Fastlane + CircleCI for Android — Part 2

Chan Bo
Open Knowledge
Published in
4 min readMar 18, 2019

Welcome back again! In this article I’m going to continue implement Fastlane + CircleCI in previous example with Slack Integration. We will use slack for sending android apk to slack for QA or Client.

Send APK to Slack

Slack Provide a lot of API but now we want to use only Incoming Webhooks or File Upload API.

For more about Slack API, you can look at here.

Incoming Webhooks

The simple way to post messages from apps into Slack. Creating an Incoming Webhooks give you a unique URL to which you send a JSON payload with the message text and some options. To set up Incoming Webhooks, you can look at this Instruction.

File Upload API

This API allows you to create or upload existing file. This API require token get from OAuth. For more detail you can look at file.upload.

Since we want to send apk to slack so I will use File Upload API to upload apk to Slack Channel.

You can follow steps below to integrate slack into Fastlane:

  • Click on permission scope.
  • In OAuth Token & Redirect URLs add OAuth redirect URL
  • In Scopes > Select Permission Scopes > Administer the Workspace
  • Go to OAuth Tokens & Redirect URLs again and Install App to Workspace > Authorize
  • You will see your OAuth Access Token at Tokens for you Workspace.

Even we have OAuth Access Token, we still cannot use file.upload because it require files:write:user. We have to request that permission to use file.upload API.

Working with Scopes

When making the initial authorization request, your application can request multiple scopes as a space or comma separated list. (e.g. team:read users:read)

We can use URL below to make request:

https://slack.com/oauth/authorize?client_id=your_client_id&scope=files:write:user

Open your browser and run URL above and click on Authorize. It will redirect to your Redirect URL.

Right click on your Browser > Inspect Element > Network. You will see your code.

Open Postman make a POST request https://slack.com/api/oauth.access with body:

  • client_id : issued when you created your app (required)
  • client_secret : issued when you created your app (required)
  • code : a temporary authorization code (required)
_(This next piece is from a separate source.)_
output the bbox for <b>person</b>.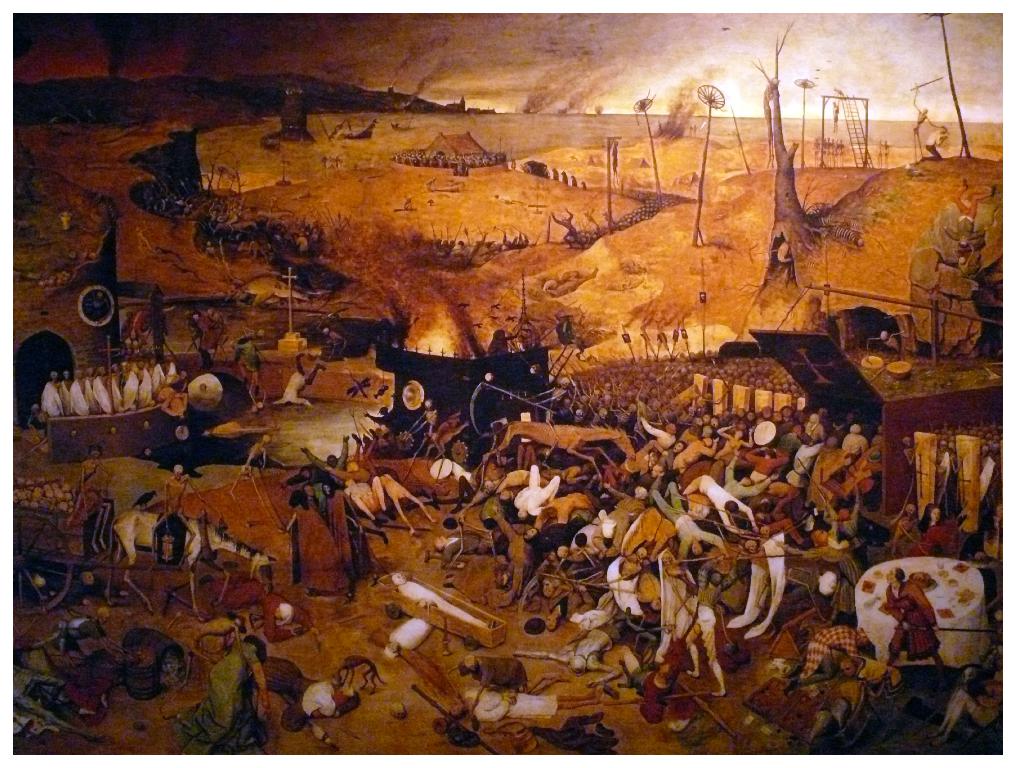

After request was success, you’ll receive JSON response containing access_token . You can use this token for file.upload API. You can test it here.
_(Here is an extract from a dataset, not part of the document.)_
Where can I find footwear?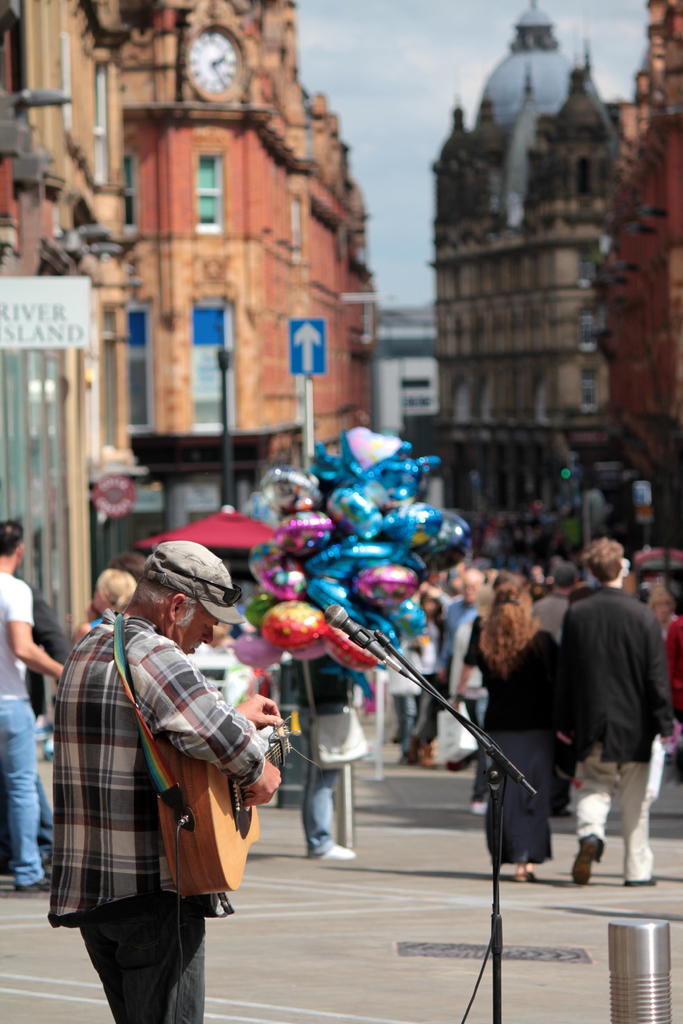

You can look for more detail about file.upload API here.

Now let’s get back to Fastfile configuration. We will create a new lane for sending apk to slack channel.
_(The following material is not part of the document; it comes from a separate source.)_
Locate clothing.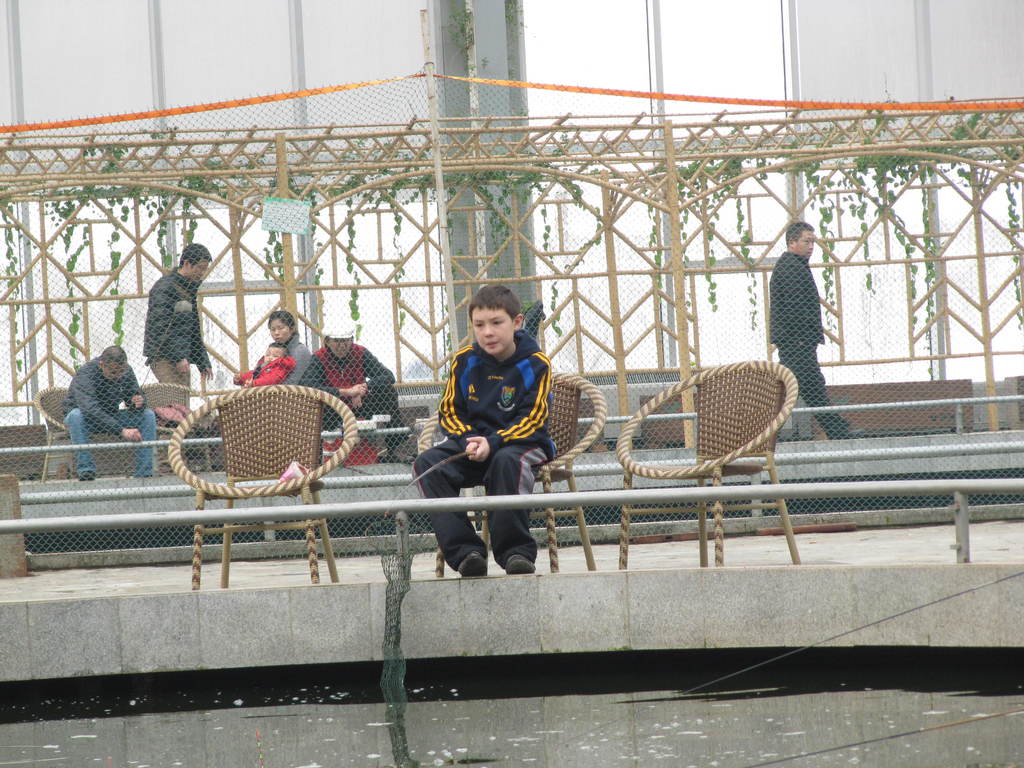
Bounding box: region(59, 358, 156, 472).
Then run $ bundle exec fastlane send_apk_to_slack apk_path:"your/apk/path" . Go to your Slack Channel you will see your APK.

That’s it about how to use slack for sending apk with fastlane.

Beta Deployment

We will create a new lane name beta to publish app to beta track and deploy to crashlytics(Fabric).

You can run lane beta via $ bundle exec fastlane beta apk_path:"your/apk/path"

If you don’t know how to set up crashlytics in fastlane, you can look at Fastlane for Android — Automate Everything (Part 3).

Release Deployment

We will have a new lane name release to release app to production track. This lane doesn’t have much change with Beta Deployment above. We just have to remove parameter track'beta' inside upload_to_play_store .

This is all about Fastfile configuration. For full Fastfile configuration, you can look at here.